Muslims in Nigeria yesterday began their yearly religious obligation of fasting.
For the second time in recent years, Muslims in the country started the Ramadan fast on the same day with counterparts in other parts of the Muslim world, sustaining a trend that hopefully would end the controversies of the past over sighting of the moon of the month of Ramadan on different days. This is a positive development.
The observance of Ramadan fast in the ninth month of the Islamic lunar calendar is one of the five fundamental pillars of Islam without which a person cannot be called a believer of the faith. Fasting entails abstinence from eating, drinking, smoking and conjugal relationships between dawn and sunset for the entire period of the month of Ramadan. This injunction is contained in Qur’an 2:183 where Allah exhorts the faithful, “O ye who believe! Fasting is prescribed to you as it was prescribed to those before you that ye may (learn) self-restraint”. Muslims during the month of Ramadan, therefore, are required to fast and remain devoted to religious duties.
Apart from physical abstinence from food in addition to other restrictions placed upon believers during the day time of Ramadan, Muslims are equally enjoined to use the period to exhibit virtues of tolerance, hospitality, charity and kindness, especially to less privileged members of the society. They are thus exhorted to give alms, feed the poor and invite others, including neighbours that are non-Muslims, to join in breaking the fast with them. The act of benevolence in Ramadan is an effective instrument of fostering better religious understanding, harmony and communal peace, which are necessary ingredients for the social cohesion that is most desirable in these turbulent times in Nigeria.
The essence of this month, unique in the Islamic tradition, requires Muslims to be moderate in their eating habits, and in lifestyle. Muslims in Nigeria, as leaders and followers, should therefore use the opportunity of this Ramadan period to practice what the religion of Islam represents, peaceful co-existence and tolerance, and eschew vices and corrupting influences that have bedevilled this country and hindered its desire of becoming a truly developed and self-reliant nation.
Current security challenges in the country require Muslims of whatever level standing in society to display wisdom and exercise self-restraint in this period. Those engaged as preachers should be true to their calling as leaders in society to be sensitive to the peculiar circumstances in the country. Inflammatory language and inciting words or expressions should be avoided in their remarks during their commentary of the Qur’an (tafsir) sessions. There is need for preachers to be selective in their choice of words, avoiding expressions that could provoke the anger of aggrieved and oppressed persons or groups.
The Muslim faithful should use this sacred month to pray for the Internally Displaced Persons (IDPs) who as victims of the April 2011 post-election crisis have become refuges in parts of the country. The plight of citizens suffering from hunger in Somalia and in other parts of the world should equally form part of their prayers.
It is also the appropriate time to remind Muslims of the obligation on them to strictly observe the spiritual demands of Ramadan in order to benefit from the gains that aim at imbuing mankind with wholesomeness and Godliness and, by extension, societal peace, harmony and advancement. Ramadan calls for self-sacrifice and abandonment of greed. Dealers in essential commodities should recognise their role in this period and not to take undue advantage of it to make usurious profits by increasing the prices of foodstuff which are already on the high side. We wish all Muslims a peaceful Ramadan.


» Your assignment: Go through the data and copy every line in which "solid" appears.

Segment Start: Recorded data

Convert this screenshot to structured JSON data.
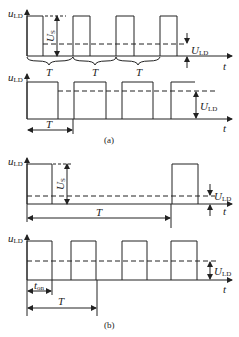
{
  "diagram": {
    "type": "waveform",
    "colors": {
      "stroke": "#222222",
      "background": "#ffffff"
    },
    "panels": [
      {
        "id": "a-top",
        "ylabel": "u",
        "ylabel_sub": "LD",
        "xlabel": "t",
        "amplitude_label": "U",
        "amplitude_sub": "S",
        "avg_label": "U",
        "avg_sub": "LD",
        "period_labels": [
          "T",
          "T",
          "T"
        ]
      },
      {
        "id": "a-bottom",
        "ylabel": "u",
        "ylabel_sub": "LD",
        "xlabel": "t",
        "avg_label": "U",
        "avg_sub": "LD",
        "period_label": "T"
      },
      {
        "id": "b-top",
        "ylabel": "u",
        "ylabel_sub": "LD",
        "xlabel": "t",
        "amplitude_label": "U",
        "amplitude_sub": "S",
        "avg_label": "U",
        "avg_sub": "LD",
        "period_label": "T"
      },
      {
        "id": "b-bottom",
        "ylabel": "u",
        "ylabel_sub": "LD",
        "xlabel": "t",
        "avg_label": "U",
        "avg_sub": "LD",
        "on_label": "t",
        "on_sub": "on",
        "period_label": "T"
      }
    ],
    "captions": [
      "(a)",
      "(b)"
    ]
  }
}
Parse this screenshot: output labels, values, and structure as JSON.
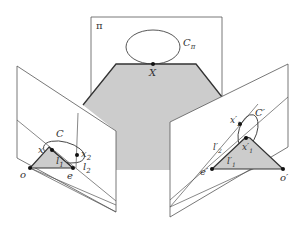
{
  "figure": {
    "type": "epipolar-geometry-diagram",
    "colors": {
      "line": "#555555",
      "edge": "#333333",
      "fill": "#cccccc",
      "point": "#111111",
      "background": "#ffffff"
    },
    "labels": {
      "plane": "π",
      "world_conic": "C",
      "world_conic_sub": "π",
      "world_point": "X",
      "left_conic": "C",
      "left_point": "x",
      "left_x2": "x",
      "left_x2_sub": "2",
      "left_l1": "l",
      "left_l1_sub": "1",
      "left_l2": "l",
      "left_l2_sub": "2",
      "left_center": "o",
      "left_epipole": "e",
      "right_conic": "C′",
      "right_x2": "x′",
      "right_x2_sub": "2",
      "right_x1": "x′",
      "right_x1_sub": "1",
      "right_l2": "l′",
      "right_l2_sub": "2",
      "right_l1": "l′",
      "right_l1_sub": "1",
      "right_epipole": "e′",
      "right_center": "o′"
    }
  }
}
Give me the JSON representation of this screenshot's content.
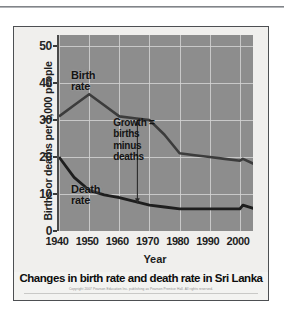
{
  "figure": {
    "caption": "Changes in birth rate and death rate in Sri Lanka",
    "credit": "Copyright 2007 Pearson Education Inc. publishing as Pearson Prentice Hall. All rights reserved."
  },
  "chart_data": {
    "type": "line",
    "title": "Changes in birth rate and death rate in Sri Lanka",
    "xlabel": "Year",
    "ylabel": "Births or deaths per 1,000 people",
    "xlim": [
      1940,
      2005
    ],
    "ylim": [
      0,
      53
    ],
    "xticks": [
      "1940",
      "1950",
      "1960",
      "1970",
      "1980",
      "1990",
      "2000"
    ],
    "yticks": [
      "0",
      "10",
      "20",
      "30",
      "40",
      "50"
    ],
    "grid": true,
    "legend_position": "inline-labels",
    "plot_background": "#8d8d8d",
    "gridline_color": "#d2d2d2",
    "series": [
      {
        "name": "Birth rate",
        "color": "#3c3c3c",
        "x": [
          1940,
          1945,
          1950,
          1955,
          1960,
          1965,
          1970,
          1975,
          1980,
          1985,
          1990,
          1995,
          2000,
          2001,
          2005
        ],
        "values": [
          31,
          34,
          37,
          34,
          31,
          30.5,
          30,
          26,
          21,
          20.5,
          20,
          19.5,
          19,
          19.5,
          18
        ]
      },
      {
        "name": "Death rate",
        "color": "#1e1e1e",
        "x": [
          1940,
          1945,
          1950,
          1955,
          1960,
          1965,
          1970,
          1975,
          1980,
          1985,
          1990,
          1995,
          2000,
          2001,
          2005
        ],
        "values": [
          20,
          14.5,
          11,
          9.8,
          9,
          8,
          7,
          6.5,
          6,
          6,
          6,
          6,
          6,
          7,
          6
        ]
      }
    ],
    "annotations": [
      {
        "name": "birth-rate-label",
        "text": "Birth\nrate",
        "x": 1944,
        "y": 42
      },
      {
        "name": "death-rate-label",
        "text": "Death\nrate",
        "x": 1944,
        "y": 11
      },
      {
        "name": "growth-note",
        "text": "Growth =\nbirths\nminus\ndeaths",
        "x": 1958,
        "y": 25
      },
      {
        "name": "growth-arrow",
        "text": "",
        "x": 1966,
        "y_top": 30,
        "y_bottom": 7.5
      }
    ]
  }
}
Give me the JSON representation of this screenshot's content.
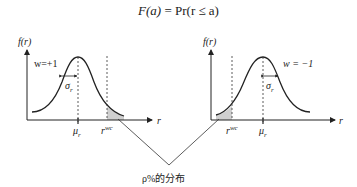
{
  "formula": {
    "lhs": "F(a)",
    "equals": "=",
    "rhs": "Pr(r ≤ a)"
  },
  "left_chart": {
    "y_label": "f(r)",
    "x_label": "r",
    "weight_label": "w=+1",
    "sigma_label": "σ",
    "sigma_sub": "r",
    "mu_label": "μ",
    "mu_sub": "r",
    "rwc_label": "r",
    "rwc_sup": "wc",
    "shaded_tail": "right"
  },
  "right_chart": {
    "y_label": "f(r)",
    "x_label": "r",
    "weight_label": "w = −1",
    "sigma_label": "σ",
    "sigma_sub": "r",
    "mu_label": "μ",
    "mu_sub": "r",
    "rwc_label": "r",
    "rwc_sup": "wc",
    "shaded_tail": "left"
  },
  "caption": "ρ%的分布",
  "colors": {
    "line": "#222222",
    "shade": "#cfcfcf",
    "dashed": "#333333"
  }
}
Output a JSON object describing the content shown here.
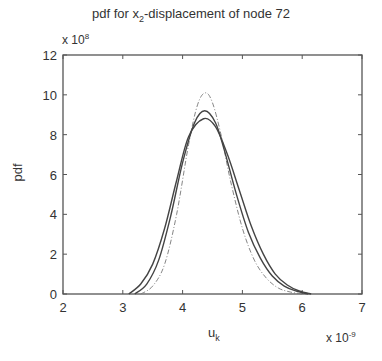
{
  "chart_data": {
    "type": "line",
    "title": "pdf for x2-displacement of node 72",
    "title_main": "pdf for x",
    "title_sub": "2",
    "title_rest": "-displacement of node 72",
    "xlabel": "u",
    "xlabel_sub": "k",
    "ylabel": "pdf",
    "x_multiplier": "x 10",
    "x_exponent": "-9",
    "y_multiplier": "x 10",
    "y_exponent": "8",
    "xlim": [
      2,
      7
    ],
    "ylim": [
      0,
      12
    ],
    "xticks": [
      "2",
      "3",
      "4",
      "5",
      "6",
      "7"
    ],
    "yticks": [
      "0",
      "2",
      "4",
      "6",
      "8",
      "10",
      "12"
    ],
    "grid": false,
    "legend": null,
    "series": [
      {
        "name": "curve-dashdot",
        "style": "dash-dot thin",
        "x": [
          3.3,
          3.5,
          3.7,
          3.9,
          4.1,
          4.25,
          4.38,
          4.5,
          4.65,
          4.8,
          5.0,
          5.2,
          5.4,
          5.6,
          5.8,
          6.0
        ],
        "y": [
          0.0,
          0.4,
          1.5,
          4.0,
          7.5,
          9.5,
          10.1,
          9.6,
          7.9,
          5.7,
          3.3,
          1.7,
          0.8,
          0.3,
          0.1,
          0.0
        ]
      },
      {
        "name": "curve-solid-1",
        "style": "solid",
        "x": [
          3.2,
          3.4,
          3.6,
          3.8,
          4.0,
          4.2,
          4.37,
          4.55,
          4.7,
          4.9,
          5.1,
          5.3,
          5.5,
          5.7,
          5.9,
          6.1
        ],
        "y": [
          0.0,
          0.5,
          1.7,
          3.9,
          6.6,
          8.6,
          9.2,
          8.6,
          7.2,
          5.0,
          3.1,
          1.8,
          0.9,
          0.4,
          0.15,
          0.0
        ]
      },
      {
        "name": "curve-solid-2",
        "style": "solid",
        "x": [
          3.1,
          3.3,
          3.5,
          3.7,
          3.9,
          4.1,
          4.35,
          4.55,
          4.75,
          4.95,
          5.15,
          5.35,
          5.55,
          5.75,
          5.95,
          6.15
        ],
        "y": [
          0.0,
          0.5,
          1.5,
          3.3,
          5.7,
          7.9,
          8.8,
          8.4,
          7.0,
          5.2,
          3.4,
          2.0,
          1.0,
          0.45,
          0.15,
          0.0
        ]
      }
    ]
  }
}
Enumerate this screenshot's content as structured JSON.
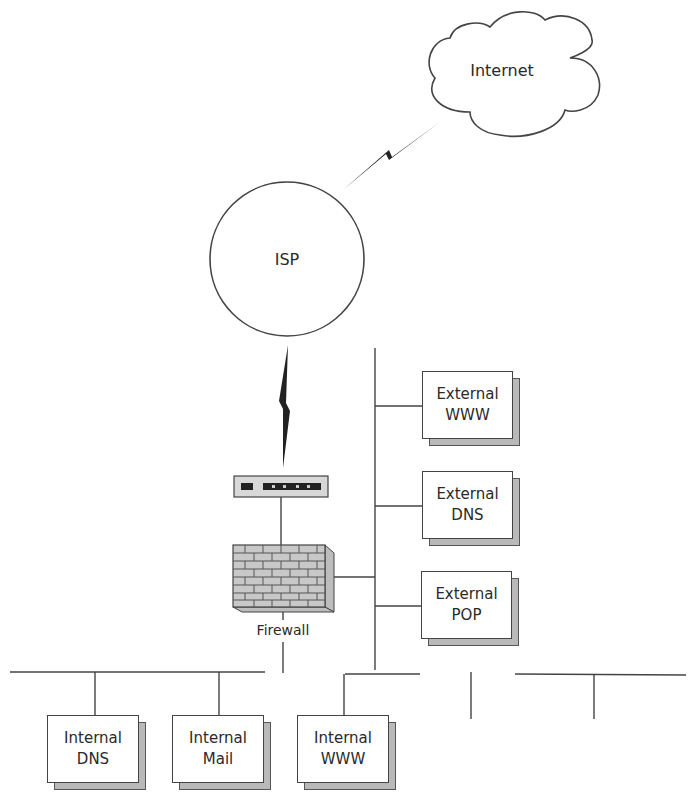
{
  "diagram": {
    "type": "network-topology",
    "nodes": {
      "internet": {
        "label": "Internet",
        "shape": "cloud"
      },
      "isp": {
        "label": "ISP",
        "shape": "circle"
      },
      "router": {
        "label": "",
        "shape": "router-device"
      },
      "firewall": {
        "label": "Firewall",
        "shape": "brick-wall"
      },
      "external_www": {
        "line1": "External",
        "line2": "WWW"
      },
      "external_dns": {
        "line1": "External",
        "line2": "DNS"
      },
      "external_pop": {
        "line1": "External",
        "line2": "POP"
      },
      "internal_dns": {
        "line1": "Internal",
        "line2": "DNS"
      },
      "internal_mail": {
        "line1": "Internal",
        "line2": "Mail"
      },
      "internal_www": {
        "line1": "Internal",
        "line2": "WWW"
      }
    },
    "links": [
      {
        "from": "Internet",
        "to": "ISP",
        "type": "wan-lightning"
      },
      {
        "from": "ISP",
        "to": "Router",
        "type": "wan-lightning"
      },
      {
        "from": "Router",
        "to": "Firewall",
        "type": "line"
      },
      {
        "from": "Firewall",
        "to": "DMZ bus",
        "type": "line"
      },
      {
        "from": "Firewall",
        "to": "Internal bus",
        "type": "line"
      },
      {
        "from": "DMZ bus",
        "to": "External WWW",
        "type": "line"
      },
      {
        "from": "DMZ bus",
        "to": "External DNS",
        "type": "line"
      },
      {
        "from": "DMZ bus",
        "to": "External POP",
        "type": "line"
      },
      {
        "from": "Internal bus",
        "to": "Internal DNS",
        "type": "line"
      },
      {
        "from": "Internal bus",
        "to": "Internal Mail",
        "type": "line"
      },
      {
        "from": "Internal bus",
        "to": "Internal WWW",
        "type": "line"
      }
    ],
    "colors": {
      "stroke": "#444444",
      "shadow": "#b9b9b9",
      "brick": "#c8c8c8",
      "text": "#2a2a2a"
    }
  }
}
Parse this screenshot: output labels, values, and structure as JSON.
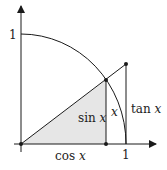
{
  "diagram": {
    "type": "unit-circle-trig-inequality",
    "labels": {
      "y_one": "1",
      "x_one": "1",
      "sin_fn": "sin",
      "cos_fn": "cos",
      "tan_fn": "tan",
      "var": "x",
      "arc_label": "x"
    },
    "colors": {
      "line": "#1a1a1a",
      "fill": "#e6e6e6",
      "background": "#ffffff"
    }
  }
}
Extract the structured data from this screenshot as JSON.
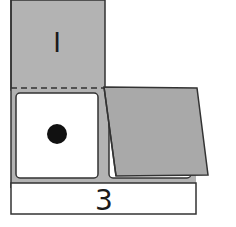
{
  "diagram": {
    "top_panel_label": "I",
    "bottom_label": "3",
    "colors": {
      "panel_gray": "#b3b3b3",
      "flap_gray": "#a9a9a9",
      "stroke": "#333333",
      "window_white": "#ffffff",
      "dot": "#111111"
    },
    "elements": [
      "top-panel-marked-I",
      "dashed-fold-line",
      "left-window-with-dot",
      "right-folded-flap",
      "bottom-label-box-3"
    ]
  }
}
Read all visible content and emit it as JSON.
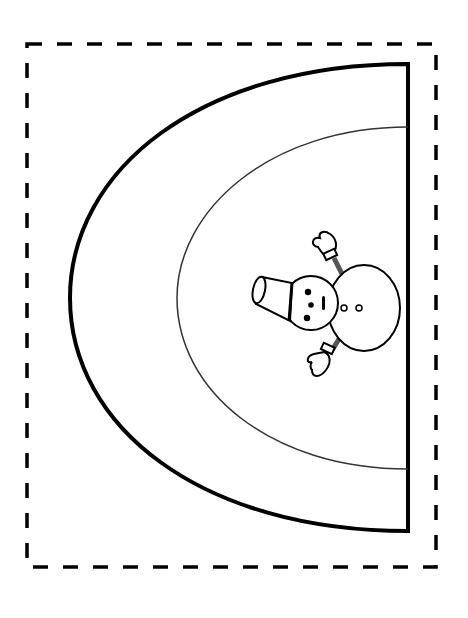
{
  "page": {
    "background": "#ffffff",
    "line_color": "#000000",
    "sleeve_color": "#8a8a8a"
  },
  "border": {
    "style": "dashed",
    "left": 27,
    "top": 44,
    "right": 436,
    "bottom": 567
  },
  "arch": {
    "outer": {
      "right_x": 408,
      "top_y": 64,
      "bottom_y": 531,
      "left_x": 70
    },
    "inner": {
      "right_x": 408,
      "top_y": 127,
      "bottom_y": 469,
      "left_x": 177
    }
  },
  "snowman": {
    "orientation": "rotated-left",
    "head": {
      "cx": 311,
      "cy": 303,
      "r": 27
    },
    "body": {
      "cx": 364,
      "cy": 308,
      "rx": 36,
      "ry": 43
    },
    "buttons_count": 2,
    "eyes_count": 2,
    "hat": "bucket",
    "mittens_count": 2
  }
}
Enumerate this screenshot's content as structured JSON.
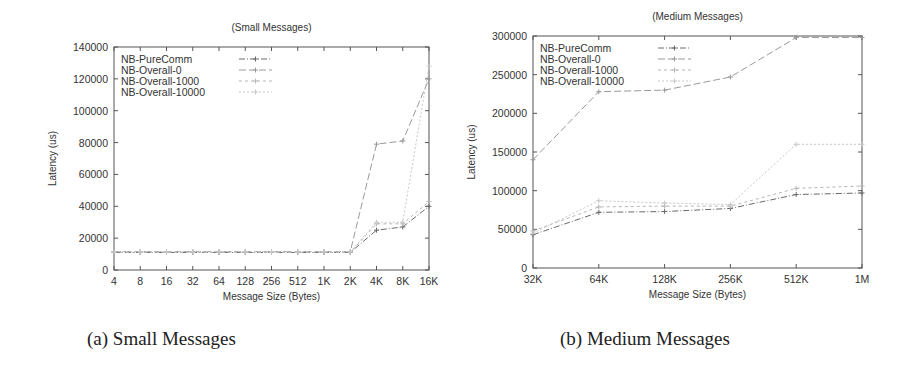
{
  "captions": {
    "a": "(a) Small Messages",
    "b": "(b) Medium Messages"
  },
  "chart_data": [
    {
      "type": "line",
      "title": "(Small Messages)",
      "xlabel": "Message Size (Bytes)",
      "ylabel": "Latency (us)",
      "categories": [
        "4",
        "8",
        "16",
        "32",
        "64",
        "128",
        "256",
        "512",
        "1K",
        "2K",
        "4K",
        "8K",
        "16K"
      ],
      "yticks": [
        "0",
        "20000",
        "40000",
        "60000",
        "80000",
        "100000",
        "120000",
        "140000"
      ],
      "ylim": [
        0,
        140000
      ],
      "grid": false,
      "legend_position": "top-left",
      "series": [
        {
          "name": "NB-PureComm",
          "values": [
            11000,
            11000,
            11000,
            11000,
            11000,
            11000,
            11000,
            11000,
            11000,
            11000,
            25000,
            27000,
            40000
          ]
        },
        {
          "name": "NB-Overall-0",
          "values": [
            11500,
            11500,
            11500,
            11500,
            11500,
            11500,
            11500,
            11500,
            11500,
            11500,
            79000,
            81000,
            120000
          ]
        },
        {
          "name": "NB-Overall-1000",
          "values": [
            11000,
            11000,
            11000,
            11000,
            11000,
            11000,
            11000,
            11000,
            11000,
            11000,
            29000,
            29000,
            43000
          ]
        },
        {
          "name": "NB-Overall-10000",
          "values": [
            11500,
            11500,
            11500,
            11500,
            11500,
            11500,
            11500,
            11500,
            11500,
            11500,
            30000,
            30000,
            128000
          ]
        }
      ]
    },
    {
      "type": "line",
      "title": "(Medium Messages)",
      "xlabel": "Message Size (Bytes)",
      "ylabel": "Latency (us)",
      "categories": [
        "32K",
        "64K",
        "128K",
        "256K",
        "512K",
        "1M"
      ],
      "yticks": [
        "0",
        "50000",
        "100000",
        "150000",
        "200000",
        "250000",
        "300000"
      ],
      "ylim": [
        0,
        300000
      ],
      "grid": false,
      "legend_position": "top-left",
      "series": [
        {
          "name": "NB-PureComm",
          "values": [
            43000,
            72000,
            73000,
            77000,
            95000,
            97000
          ]
        },
        {
          "name": "NB-Overall-0",
          "values": [
            140000,
            228000,
            230000,
            247000,
            298000,
            298000
          ]
        },
        {
          "name": "NB-Overall-1000",
          "values": [
            48000,
            79000,
            80000,
            80000,
            103000,
            106000
          ]
        },
        {
          "name": "NB-Overall-10000",
          "values": [
            45000,
            87000,
            84000,
            82000,
            160000,
            160000
          ]
        }
      ]
    }
  ],
  "styles": {
    "axis_color": "#555555",
    "series_colors": [
      "#6a6a6a",
      "#9a9a9a",
      "#b5b5b5",
      "#c8c8c8"
    ],
    "series_dashes": [
      "6,2,1,2",
      "7,3",
      "3,3",
      "2,2"
    ]
  }
}
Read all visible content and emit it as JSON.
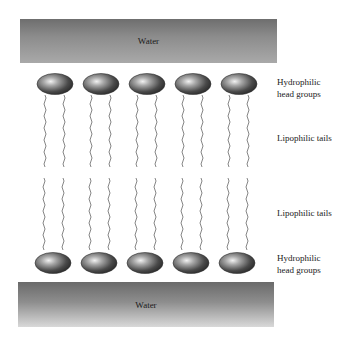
{
  "diagram": {
    "type": "lipid-bilayer",
    "water_top": {
      "label": "Water"
    },
    "water_bottom": {
      "label": "Water"
    },
    "labels": {
      "top_heads_line1": "Hydrophilic",
      "top_heads_line2": "head groups",
      "top_tails": "Lipophilic tails",
      "bottom_tails": "Lipophilic tails",
      "bottom_heads_line1": "Hydrophilic",
      "bottom_heads_line2": "head groups"
    },
    "molecules_per_layer": 5,
    "colors": {
      "head_dark": "#3a3a3a",
      "head_highlight": "#e8e8e8",
      "tail": "#777777",
      "water_dark": "#6e6e6e",
      "water_light": "#c8c8c8"
    }
  }
}
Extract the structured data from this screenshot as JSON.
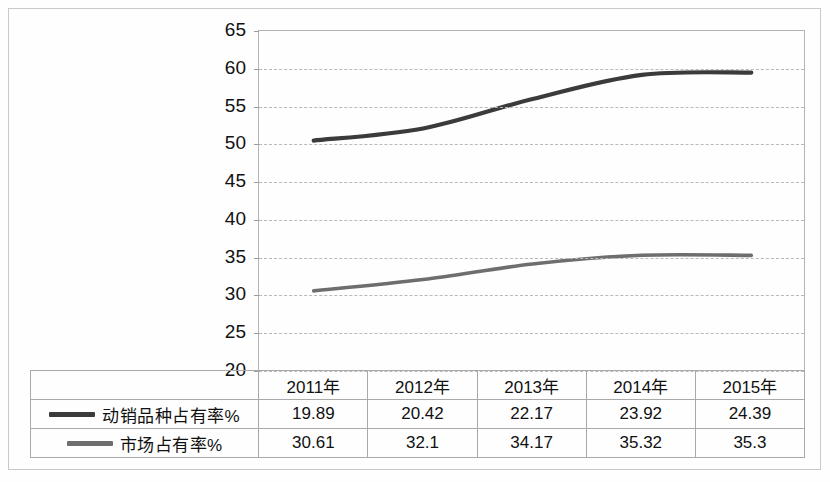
{
  "chart_data": {
    "type": "line",
    "title": "",
    "xlabel": "",
    "ylabel": "",
    "ylim": [
      20,
      65
    ],
    "ytick_step": 5,
    "yticks": [
      65,
      60,
      55,
      50,
      45,
      40,
      35,
      30,
      25,
      20
    ],
    "grid": true,
    "legend_position": "table-left",
    "categories": [
      "2011年",
      "2012年",
      "2013年",
      "2014年",
      "2015年"
    ],
    "series": [
      {
        "name": "动销品种占有率%",
        "color": "#3b3b3b",
        "table_values": [
          19.89,
          20.42,
          22.17,
          23.92,
          24.39
        ],
        "plotted_values": [
          50.5,
          52.1,
          56.0,
          59.2,
          59.5
        ]
      },
      {
        "name": "市场占有率%",
        "color": "#6e6e6e",
        "table_values": [
          30.61,
          32.1,
          34.17,
          35.32,
          35.3
        ],
        "plotted_values": [
          30.61,
          32.1,
          34.17,
          35.32,
          35.3
        ]
      }
    ]
  },
  "table": {
    "corner_label": "",
    "headers": [
      "2011年",
      "2012年",
      "2013年",
      "2014年",
      "2015年"
    ],
    "rows": [
      {
        "label": "动销品种占有率%",
        "swatch_color": "#3b3b3b",
        "cells": [
          "19.89",
          "20.42",
          "22.17",
          "23.92",
          "24.39"
        ]
      },
      {
        "label": "市场占有率%",
        "swatch_color": "#6e6e6e",
        "cells": [
          "30.61",
          "32.1",
          "34.17",
          "35.32",
          "35.3"
        ]
      }
    ]
  },
  "axis": {
    "tick_65": "65",
    "tick_60": "60",
    "tick_55": "55",
    "tick_50": "50",
    "tick_45": "45",
    "tick_40": "40",
    "tick_35": "35",
    "tick_30": "30",
    "tick_25": "25",
    "tick_20": "20"
  }
}
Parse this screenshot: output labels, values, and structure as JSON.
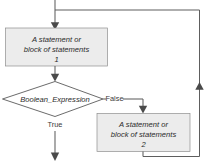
{
  "diagram": {
    "canvas": {
      "width": 208,
      "height": 164,
      "background": "#ffffff"
    },
    "colors": {
      "box_fill": "#ececec",
      "box_stroke": "#8f8f8f",
      "decision_fill": "#ffffff",
      "decision_stroke": "#5a5a5a",
      "connector": "#5e5e5e",
      "arrow": "#4a4a4a",
      "text": "#2b2b2b"
    },
    "nodes": {
      "statement_block_1": {
        "shape": "process",
        "line1": "A statement or",
        "line2": "block of statements",
        "line3": "1"
      },
      "decision": {
        "shape": "diamond",
        "label": "Boolean_Expression"
      },
      "statement_block_2": {
        "shape": "process",
        "line1": "A statement or",
        "line2": "block of statements",
        "line3": "2"
      }
    },
    "edge_labels": {
      "true_branch": "True",
      "false_branch": "False"
    }
  }
}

Segment End: Recorded data

» Response to the exercise:
        "name": "curve-solid-1",
        "style": "solid",
        "name": "curve-solid-2",
        "style": "solid",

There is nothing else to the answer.